City
Pittsburg
Pittsburg is a city record. City or town offices may handle local rules inside their limits, while county offices still handle records, taxes, courts, and many services.
Starting point
Confirm the address is inside local limits first.
If the address is inside Pittsburg, city or town offices may handle local permits, code, and services. If it is outside limits, county routing may be the better first stop.
A mailing city is not always the same as city government jurisdiction.
2025 population
77,542
Land area
18.642 sq mi
Water area
2.069 sq mi
Directory notes
Local layers to keep on the same page.
Confirm city or town limits.
A mailing address can use a nearby place name. If the address is outside limits, county offices may handle permits, code, and land-use routes.
County still matters.
Contra Costa County can still matter for assessor, tax collector, recorder, court, public health, social service, and election records.
Some layers are separate.
Water, sewer, fire, school, utilities, coast, earthquake maps, wildfire zones, parks, and trails may point outside city hall.
County layer
County shown for Pittsburg
Practical notes
Office, map, permit, and paperwork notes for Pittsburg
Place note · Home and property · Reviewed July 4, 2026
Pittsburg building and zoning questions should be sorted early
Pittsburg separates building permits, engineering permits, zoning information, business license forms, and city standards, so the address and project type matter early.
Place note · Home and property · Reviewed July 4, 2026
Pittsburg Public Works problems need the right contact path
Pittsburg residents can sort potholes, fallen trees, flooding, water or sewer emergencies, and dangerous road problems by using the Public Works and streets pages.
Place note · Home and property · Reviewed July 4, 2026
Pittsburg water and sewer starts at the Payment Center
Pittsburg starts water and sewer service through the Water Utility Billing Payment Center, with new service requests accepted close to the requested start date.
County layer · Cars and driving · Reviewed July 6, 2026
Antioch BART is the end of the Yellow Line
Antioch Station is a Yellow Line terminal with parking, Tri Delta Transit connections, bike lockers, restrooms, and a train transfer pattern riders should know.
County layer · Outdoors · Reviewed July 6, 2026
Concord picnic sites need the right reservation
Concord park picnics can be casual or reserved, but group sites, alcohol permits, inflatables, deposits, and special-event needs change the plan.
County layer · Cars and driving · Reviewed July 6, 2026
Richmond's BART and Amtrak stop works like a small transit hub
Richmond's Amtrak station sits beside BART and connects with bus and park-and-ride options, but parking rules differ by lot and trip type.
Almanac notes
Stories and local context near Pittsburg
Place note · History and culture
Pittsburg's name changed with the work on the waterfront
Pittsburg's history includes Rancho Los Medanos, fishing and canning, Black Diamond coal, waterfront shipping, industry, and Camp Stoneman.
Place note · Outdoors
Pittsburg Marina is the city's Delta front door
Pittsburg Marina gives the city a public Delta waterfront with berths, boat launch access, kayak access, nearby BART connections, and park upgrades.
County layer · History and culture
Brentwood's local history museum keeps East County farm memory close
East Contra Costa Historical Museum in Brentwood gives the growing city a place for farm, school, family, and small-town history from the wider East County area.
County layer · History and culture
El Campanil Theatre keeps Antioch's Rivertown stage alive
El Campanil Theatre opened in downtown Antioch in 1928 and now works as a restored cultural venue in the Rivertown district.
County layer · History and culture
Richmond's old Carnegie library now holds city history
The Richmond Museum of History and Culture sits in the old Carnegie Library and connects Ohlone history, early city growth, and the WWII Homefront.
County layer · History and culture
Forest Home Farms keeps San Ramon's farm past in town
Forest Home Farms gives San Ramon a 16-acre historic farm, with Boone family buildings, old outbuildings, a walnut-processing past, and valley agriculture still visible.
County layer · History and culture
Antioch began as a river landing before it grew south
Antioch's early story starts near the San Joaquin River, where settlers chose the name in 1851 and river travel shaped the town before roads took over.
County layer · History and culture
Clayton's town story starts with Joel Clayton in Diablo Valley
Clayton was laid out in 1857 by Joel Clayton as a small Diablo Valley center for nearby mining, ranching, farming, and local trade.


Each line in the entries below that holds the string "existing" is to be listed.

= = = =

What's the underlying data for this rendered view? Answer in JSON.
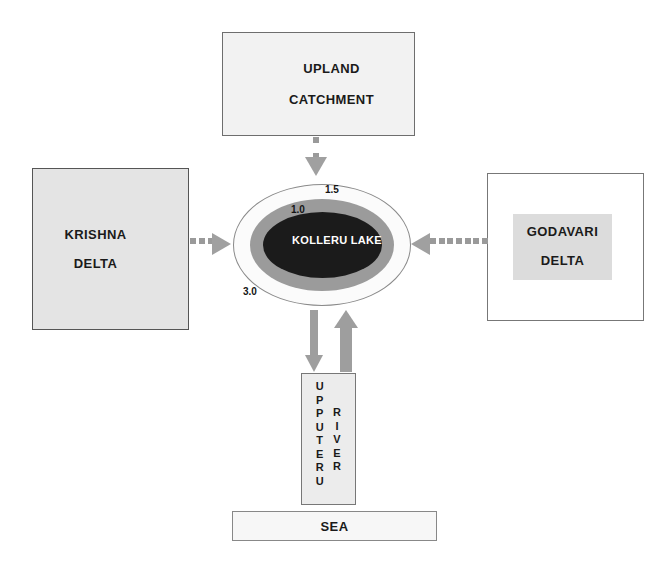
{
  "diagram": {
    "nodes": {
      "upland_catchment": {
        "line1": "UPLAND",
        "line2": "CATCHMENT"
      },
      "krishna_delta": {
        "line1": "KRISHNA",
        "line2": "DELTA"
      },
      "godavari_delta": {
        "line1": "GODAVARI",
        "line2": "DELTA"
      },
      "lake": {
        "line1": "KOLLERU",
        "line2": "LAKE",
        "depth_contours": [
          {
            "id": "contour-1-5",
            "label": "1.5"
          },
          {
            "id": "contour-1-0",
            "label": "1.0"
          },
          {
            "id": "contour-3-0",
            "label": "3.0"
          }
        ]
      },
      "upputeru_river": {
        "column1": "UPPUTERU",
        "column2": "RIVER"
      },
      "sea": {
        "label": "SEA"
      }
    },
    "connectors": [
      {
        "id": "upland-to-lake",
        "from": "UPLAND CATCHMENT",
        "to": "KOLLERU LAKE",
        "style": "dotted",
        "direction": "down"
      },
      {
        "id": "krishna-to-lake",
        "from": "KRISHNA DELTA",
        "to": "KOLLERU LAKE",
        "style": "dotted",
        "direction": "right"
      },
      {
        "id": "godavari-to-lake",
        "from": "GODAVARI DELTA",
        "to": "KOLLERU LAKE",
        "style": "dotted",
        "direction": "left"
      },
      {
        "id": "lake-to-river",
        "from": "KOLLERU LAKE",
        "to": "UPPUTERU RIVER",
        "style": "solid",
        "direction": "down"
      },
      {
        "id": "river-to-lake",
        "from": "UPPUTERU RIVER",
        "to": "KOLLERU LAKE",
        "style": "solid",
        "direction": "up"
      }
    ],
    "colors": {
      "lake_outer": "#fbfbfb",
      "lake_middle": "#9b9b9b",
      "lake_inner": "#1b1b1b",
      "arrow_gray": "#9e9e9e",
      "box_gray": "#e4e4e4"
    }
  }
}
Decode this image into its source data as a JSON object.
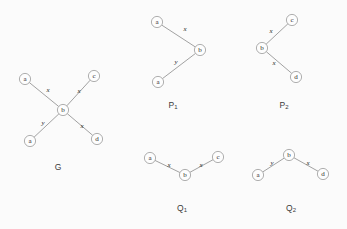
{
  "figure": {
    "background_color": "#fbfbfb",
    "node_fill": "#fdfdfd",
    "node_stroke": "#9a9a9a",
    "edge_color": "#8a8a8a",
    "text_color": "#2b2b2b",
    "node_radius": 5.6
  },
  "graphs": [
    {
      "id": "G",
      "caption": "G",
      "caption_base": "G",
      "caption_sub": "",
      "caption_x": 58,
      "caption_y": 167,
      "nodes": [
        {
          "id": "g-a-top",
          "label": "a",
          "x": 25,
          "y": 79
        },
        {
          "id": "g-c",
          "label": "c",
          "x": 94,
          "y": 76
        },
        {
          "id": "g-b",
          "label": "b",
          "x": 63,
          "y": 110
        },
        {
          "id": "g-a-bottom",
          "label": "a",
          "x": 30,
          "y": 141
        },
        {
          "id": "g-d",
          "label": "d",
          "x": 97,
          "y": 139
        }
      ],
      "edges": [
        {
          "from": "g-a-top",
          "to": "g-b",
          "label": "x",
          "lx": 48,
          "ly": 90
        },
        {
          "from": "g-c",
          "to": "g-b",
          "label": "x",
          "lx": 79,
          "ly": 91
        },
        {
          "from": "g-a-bottom",
          "to": "g-b",
          "label": "y",
          "lx": 43,
          "ly": 123
        },
        {
          "from": "g-d",
          "to": "g-b",
          "label": "x",
          "lx": 82,
          "ly": 126
        }
      ]
    },
    {
      "id": "P1",
      "caption": "P₁",
      "caption_base": "P",
      "caption_sub": "1",
      "caption_x": 173,
      "caption_y": 105,
      "nodes": [
        {
          "id": "p1-a-top",
          "label": "a",
          "x": 157,
          "y": 22
        },
        {
          "id": "p1-b",
          "label": "b",
          "x": 200,
          "y": 50
        },
        {
          "id": "p1-a-bottom",
          "label": "a",
          "x": 158,
          "y": 82
        }
      ],
      "edges": [
        {
          "from": "p1-a-top",
          "to": "p1-b",
          "label": "x",
          "lx": 185,
          "ly": 29
        },
        {
          "from": "p1-a-bottom",
          "to": "p1-b",
          "label": "y",
          "lx": 176,
          "ly": 62
        }
      ]
    },
    {
      "id": "P2",
      "caption": "P₂",
      "caption_base": "P",
      "caption_sub": "2",
      "caption_x": 284,
      "caption_y": 105,
      "nodes": [
        {
          "id": "p2-c",
          "label": "c",
          "x": 292,
          "y": 20
        },
        {
          "id": "p2-b",
          "label": "b",
          "x": 262,
          "y": 48
        },
        {
          "id": "p2-d",
          "label": "d",
          "x": 296,
          "y": 77
        }
      ],
      "edges": [
        {
          "from": "p2-c",
          "to": "p2-b",
          "label": "x",
          "lx": 271,
          "ly": 31
        },
        {
          "from": "p2-d",
          "to": "p2-b",
          "label": "x",
          "lx": 274,
          "ly": 63
        }
      ]
    },
    {
      "id": "Q1",
      "caption": "Q₁",
      "caption_base": "Q",
      "caption_sub": "1",
      "caption_x": 182,
      "caption_y": 208,
      "nodes": [
        {
          "id": "q1-a",
          "label": "a",
          "x": 150,
          "y": 158
        },
        {
          "id": "q1-c",
          "label": "c",
          "x": 218,
          "y": 157
        },
        {
          "id": "q1-b",
          "label": "b",
          "x": 185,
          "y": 175
        }
      ],
      "edges": [
        {
          "from": "q1-a",
          "to": "q1-b",
          "label": "x",
          "lx": 169,
          "ly": 165
        },
        {
          "from": "q1-c",
          "to": "q1-b",
          "label": "x",
          "lx": 201,
          "ly": 165
        }
      ]
    },
    {
      "id": "Q2",
      "caption": "Q₂",
      "caption_base": "Q",
      "caption_sub": "2",
      "caption_x": 291,
      "caption_y": 208,
      "nodes": [
        {
          "id": "q2-b",
          "label": "b",
          "x": 289,
          "y": 155
        },
        {
          "id": "q2-a",
          "label": "a",
          "x": 258,
          "y": 175
        },
        {
          "id": "q2-d",
          "label": "d",
          "x": 323,
          "y": 174
        }
      ],
      "edges": [
        {
          "from": "q2-a",
          "to": "q2-b",
          "label": "y",
          "lx": 272,
          "ly": 163
        },
        {
          "from": "q2-d",
          "to": "q2-b",
          "label": "x",
          "lx": 308,
          "ly": 163
        }
      ]
    }
  ]
}
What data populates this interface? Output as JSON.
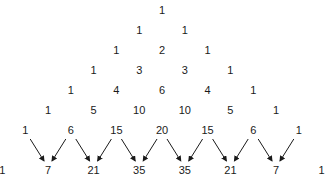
{
  "diagram": {
    "type": "pascals-triangle",
    "rows": [
      [
        1
      ],
      [
        1,
        1
      ],
      [
        1,
        2,
        1
      ],
      [
        1,
        3,
        3,
        1
      ],
      [
        1,
        4,
        6,
        4,
        1
      ],
      [
        1,
        5,
        10,
        10,
        5,
        1
      ],
      [
        1,
        6,
        15,
        20,
        15,
        6,
        1
      ],
      [
        1,
        7,
        21,
        35,
        35,
        21,
        7,
        1
      ]
    ],
    "layout": {
      "center_x": 162,
      "col_spacing": 45.6,
      "row_y": [
        10,
        30,
        50,
        70,
        90,
        110,
        130,
        170
      ]
    },
    "arrows": {
      "from_row": 6,
      "to_row": 7,
      "color": "#1a1a1a",
      "description": "Each adjacent pair in row 6 points to the sum below in row 7"
    }
  }
}
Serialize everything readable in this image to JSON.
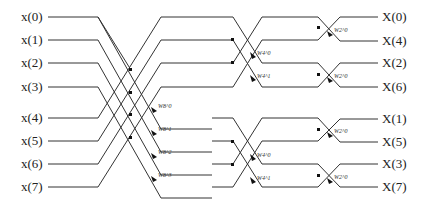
{
  "inputs": [
    {
      "label": "x(0)",
      "y": 17
    },
    {
      "label": "x(1)",
      "y": 40
    },
    {
      "label": "x(2)",
      "y": 63
    },
    {
      "label": "x(3)",
      "y": 87
    },
    {
      "label": "x(4)",
      "y": 118
    },
    {
      "label": "x(5)",
      "y": 141
    },
    {
      "label": "x(6)",
      "y": 164
    },
    {
      "label": "x(7)",
      "y": 187
    }
  ],
  "outputs": [
    {
      "label": "X(0)",
      "y": 17
    },
    {
      "label": "X(4)",
      "y": 41
    },
    {
      "label": "X(2)",
      "y": 63
    },
    {
      "label": "X(6)",
      "y": 87
    },
    {
      "label": "X(1)",
      "y": 119
    },
    {
      "label": "X(5)",
      "y": 142
    },
    {
      "label": "X(3)",
      "y": 164
    },
    {
      "label": "X(7)",
      "y": 187
    }
  ],
  "twiddles": {
    "stage1": [
      "W8^0",
      "W8^1",
      "W8^2",
      "W8^3"
    ],
    "stage2": [
      "W4^0",
      "W4^1",
      "W4^0",
      "W4^1"
    ],
    "stage3": [
      "W2^0",
      "W2^0",
      "W2^0",
      "W2^0"
    ]
  },
  "colors": {
    "line": "#333333",
    "node": "#111111"
  }
}
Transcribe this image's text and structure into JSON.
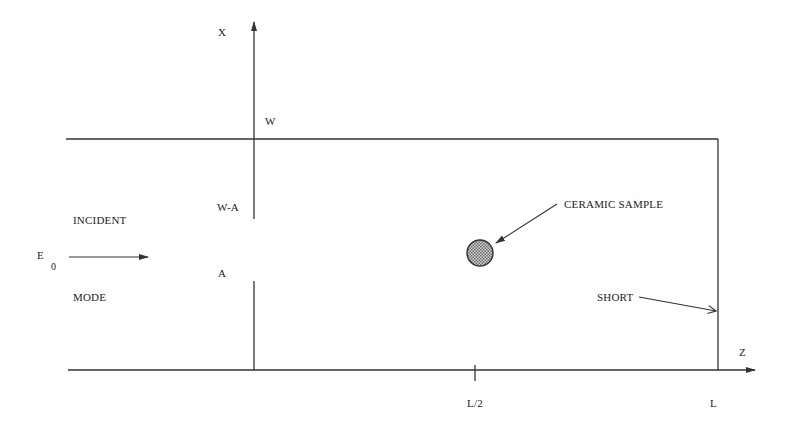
{
  "diagram": {
    "type": "waveguide-cavity-schematic",
    "colors": {
      "line": "#333333",
      "text": "#222222",
      "sample_fill": "#9a9a9a",
      "background": "#ffffff"
    },
    "axes": {
      "x_axis_label": "X",
      "z_axis_label": "Z"
    },
    "x_axis_marks": {
      "w": "W",
      "w_minus_a": "W-A",
      "a": "A"
    },
    "z_axis_marks": {
      "half_length": "L/2",
      "length": "L"
    },
    "source": {
      "field_symbol": "E",
      "field_subscript": "0",
      "label_top": "INCIDENT",
      "label_bottom": "MODE"
    },
    "callouts": {
      "sample": "CERAMIC SAMPLE",
      "short": "SHORT"
    }
  }
}
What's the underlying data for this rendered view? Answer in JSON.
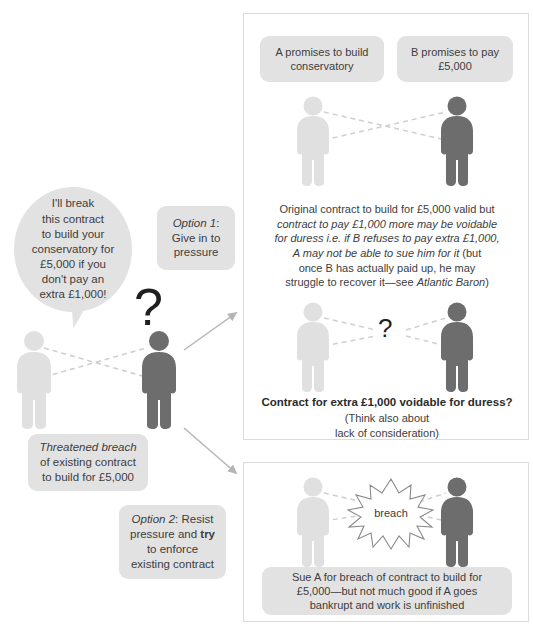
{
  "diagram": {
    "colors": {
      "figure_light": "#e0e0e0",
      "figure_dark": "#6d6d6d",
      "box_fill": "#e2e2e2",
      "panel_border": "#dcdcdc",
      "text": "#3d3d3d",
      "arrow": "#b0b0b0",
      "dashed_link": "#cccccc"
    }
  },
  "left": {
    "speech_bubble": {
      "name": "threat-speech-bubble",
      "lines": [
        "I'll break",
        "this contract",
        "to build your",
        "conservatory for",
        "£5,000 if you",
        "don't pay an",
        "extra £1,000!"
      ]
    },
    "question_mark": "?",
    "figures": [
      {
        "name": "figure-a-light",
        "role": "A"
      },
      {
        "name": "figure-b-dark",
        "role": "B"
      }
    ],
    "option1": {
      "label_italic": "Option 1",
      "label_rest": ":",
      "lines": [
        "Give in to",
        "pressure"
      ]
    },
    "option2": {
      "label_italic": "Option 2",
      "label_rest": ": Resist",
      "line2_a": "pressure and ",
      "line2_bold": "try",
      "lines_rest": [
        "to enforce",
        "existing contract"
      ]
    },
    "threatened_breach": {
      "italic_line": "Threatened breach",
      "lines": [
        "of existing contract",
        "to build for £5,000"
      ]
    }
  },
  "panel1": {
    "name": "option-1-panel",
    "promise_a": {
      "lines": [
        "A promises to build",
        "conservatory"
      ]
    },
    "promise_b": {
      "lines": [
        "B promises to pay",
        "£5,000"
      ]
    },
    "explanation": {
      "line1_plain": "Original contract to build for £5,000 valid but",
      "line2_italic": "contract to pay £1,000 more may be voidable",
      "line3_italic": "for duress i.e. if B refuses to pay extra £1,000,",
      "line4_italic": "A may not be able to sue him for it",
      "line4_plain": " (but",
      "line5_plain": "once B has actually paid up, he may",
      "line6_plain": "struggle to recover it—see ",
      "line6_italic": "Atlantic Baron",
      "line6_tail": ")"
    },
    "question_mark": "?",
    "conclusion_bold": "Contract for extra £1,000 voidable for duress?",
    "conclusion_sub": [
      "(Think also about",
      "lack of consideration)"
    ]
  },
  "panel2": {
    "name": "option-2-panel",
    "burst_label": "breach",
    "outcome": {
      "lines": [
        "Sue A for breach of contract to build for",
        "£5,000—but not much good if A goes",
        "bankrupt and work is unfinished"
      ]
    }
  }
}
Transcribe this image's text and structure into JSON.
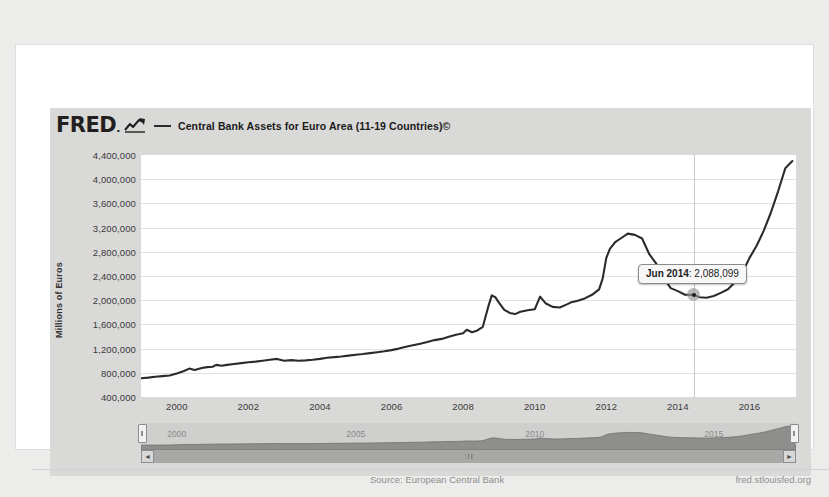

= = = =

= Exercise answer =
        "existing contract"
        "of existing contract",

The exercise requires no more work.